Your studio offers architecture, as well as interior and furniture design, how has this shaped your business?
Offering interior and furniture design to our clients is something that happened naturally and seamlessly for us. As an architect who loves experimenting with materials and spending years hand-building sculptural furniture, the lines between architecture, interiors and furniture were always blurry. We never drew a line in the sand between these services and made the simple decision to work continuously on every detail until a project’s completion.
Your team thrives in both high-end residential and commercial design. Does one area of design inform the other?
Architecture is about people so the primary driver in commercial and residential design remains the same – to enhance people’s experience. Whether designing a “listening room” in the home of an avid record collector, or the “tasting room” of a new brewery, I find that the verbs attached to each space – meditating, exercising, dining, reading, studying, working, learning, gathering etc. – are the critical, defining elements as these point toward a person’s interaction with the space.
How do you use natural light as inspiration for your projects?
We think of “light” as the space we inhabit, architecture as the “mass” we build to create this inhabitable void – our architecture is an exercise in removal of mass, or carving out of space rather than an additive process. Light becomes an essential part of the experience in all our projects: its effect on the space and how it harmonizes with changes in sound, air movement, color, materials and textures is the art and science we work toward each day.
Tell us about the relationship between architecture, landscape, interior and furniture design.

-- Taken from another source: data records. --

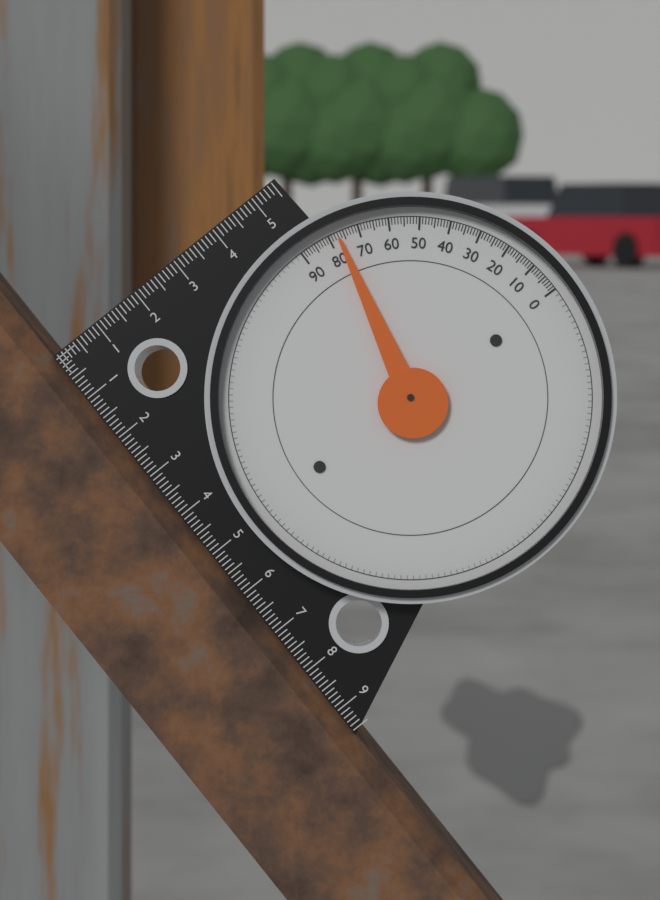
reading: 77 (no unit)
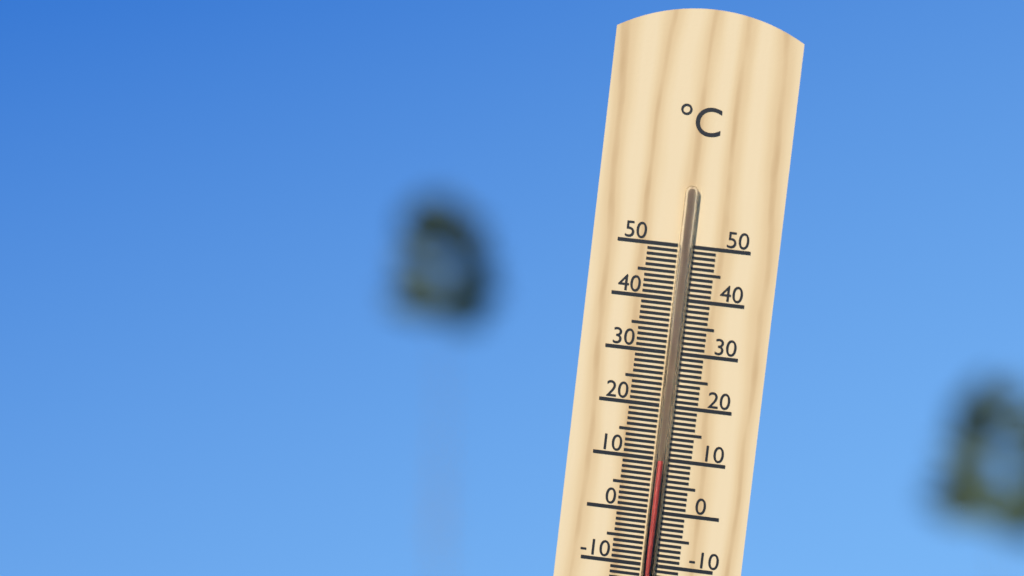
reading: 10 °C
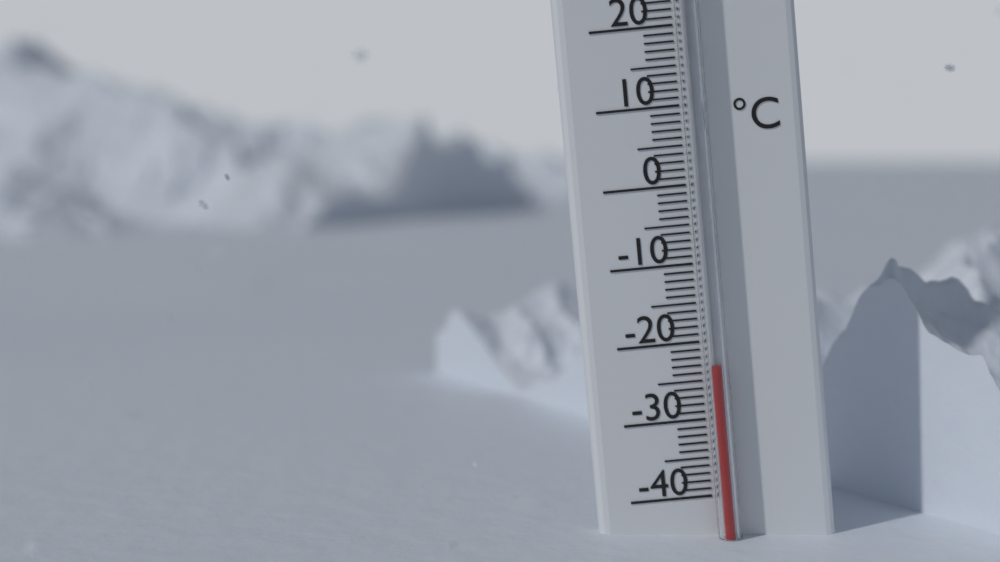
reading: -23 °C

From the moment you site the home to the moment you sit in it, each decision builds upon the previous and these thousands of details reverberate simultaneously once engaging with a space. The myriad of decisions are felt in the relationship between landscape, architecture and interiors which is so intrinsic that you immediately feel it if any of these has not been considered with the same values in mind.
How does your focus on diverse views allow spatial and material poetry to emerge?
I have been fortunate to live and experience a wide variety of places, cultures and building traditions. We are now lucky to have projects all over the world, from the Pacific Northwest to New York City and from Mexico to France and Haiti – the diversity of these places inspires our projects; the poetry emerges from the crossing of local tradition, building science and the narrative that is woven into each project and is inspired by our clients.
How has your experience working internationally impacted your view on design?
In France, where I am from, there is a specificity to “place”, whether in the countryside or mountains that respond to the local style and environment and inspired our practice to look beyond a specific style – our work is informed by materials, climates, scale, landscapes, ways of living, history and light. Searching for contemporary solutions informed by this idea of “place” and context is what continues to drive our vision.
Do you have a dream project?
My dream is to work in a huge landscape, where the architecture is barely visible and fully deferential to it.
Outside of design what interests you?
I spend all my free time with my boys, drawing, rock climbing or listening to music.